Does anyone still have an original spare with the wax dot present. I am trying to determine dot color to amount of weight installed. I believe 1/2 oz is white, 1 oz is red. Anyone have anything else?
Thank you, Doc.
Quote from: Danzo on November 16, 2025, 01:45:58 PMDoes anyone still have an original spare with the wax dot present. I am trying to determine dot color to amount of weight installed. I believe 1/2 oz is white, 1 oz is red. Anyone have anything else?
Thank you, Doc.
Not sure of any "wax dot" but have noted a type of ink or paint dot that I thought had to to with assembling the tire to the spot weld on rally wheel to allow for the best possible balance (least lead weight use). Both of these pictures from friends 69 Z/28 survivor.
(https://live.staticflickr.com/65535/54964353385_58b6ed80da_b.jpg)
[url="https://flic.kr/p/2rJZ7vr"](https://live.staticflickr.com/65535/54964047851_b236d0e18c_b.jpg)

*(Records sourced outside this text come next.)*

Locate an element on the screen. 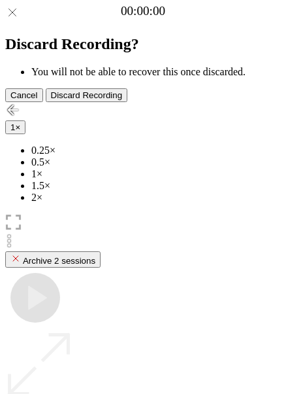  li: 0.5× is located at coordinates (156, 162).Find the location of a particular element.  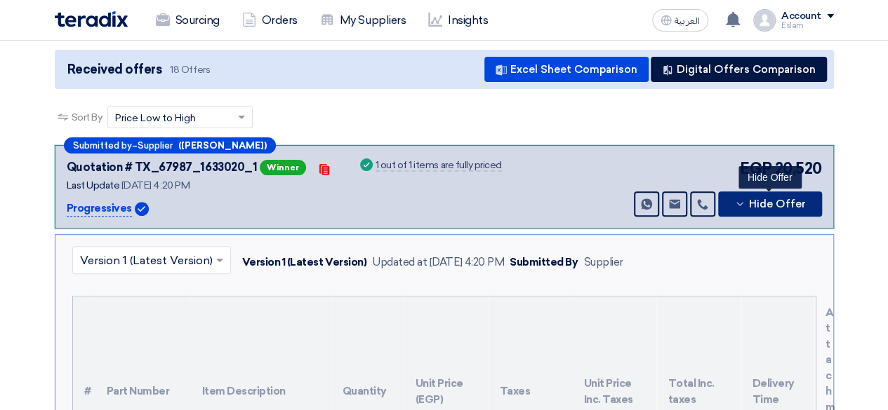

span: Price Low to High is located at coordinates (155, 118).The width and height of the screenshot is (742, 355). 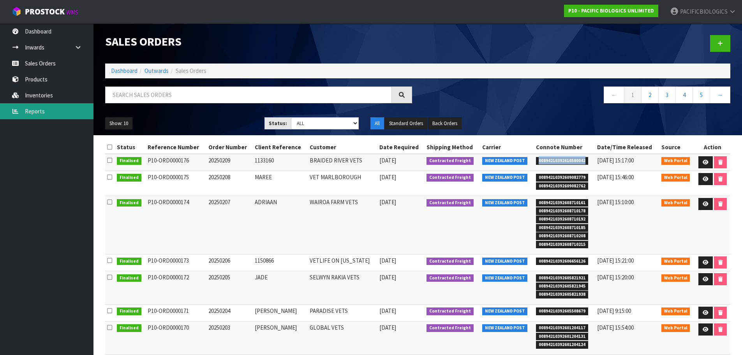 I want to click on span: 00894210392609082762, so click(x=562, y=186). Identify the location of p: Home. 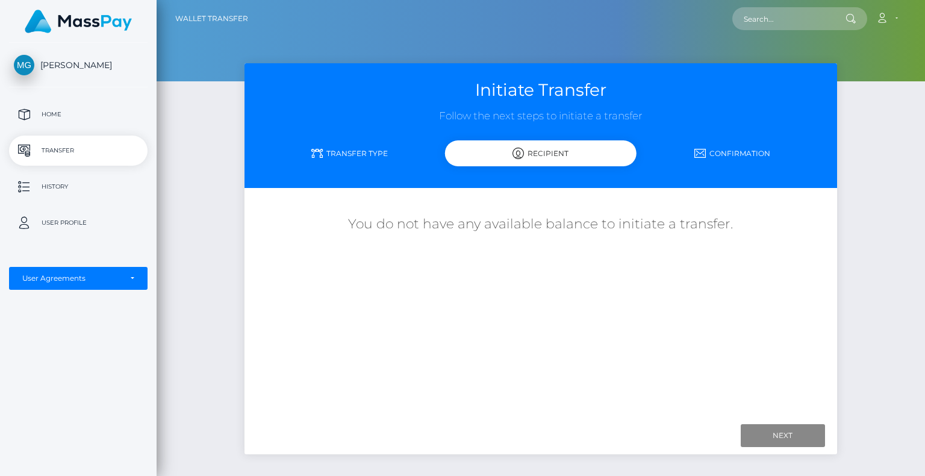
(78, 114).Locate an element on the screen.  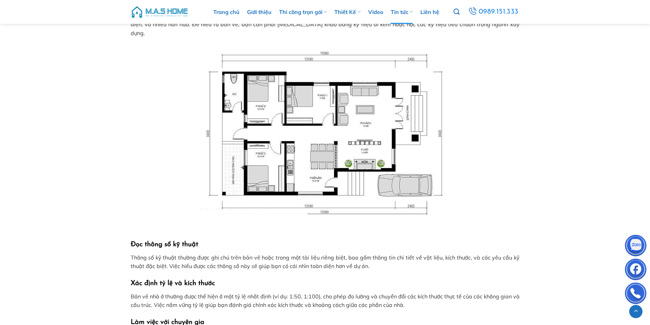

(https://flic.kr/p/2rK1Fkg)
Interesting, thanks Chick. This is from John Z's "The First Generation Camaro Assembly Process"
Wheel and Tire Assembly:
The next station was the balancer, which dropped a glob of hot wax on the tire at the weight location, and the color of the wax denoted the size of the weight required. The weights were applied manually, and the tires were
delivered via overhead roller conveyors to the wheel install station on the Final Line.
Doc
I would imagine that wax dot was never on there very long. It marked the location to put the weight.
Could have survived if the original spare was never used or out of the trunk. Markings like this survived on my original 74 Z.
Quote from: Jonesy on December 19, 2025, 11:05:55 AMCould have survived if the original spare was never used or out of the trunk. Markings like this survived on my original 74 Z.
Yes a marking could have survived. A wax blob, probably not.
Are you saying you have a wax dot that survived?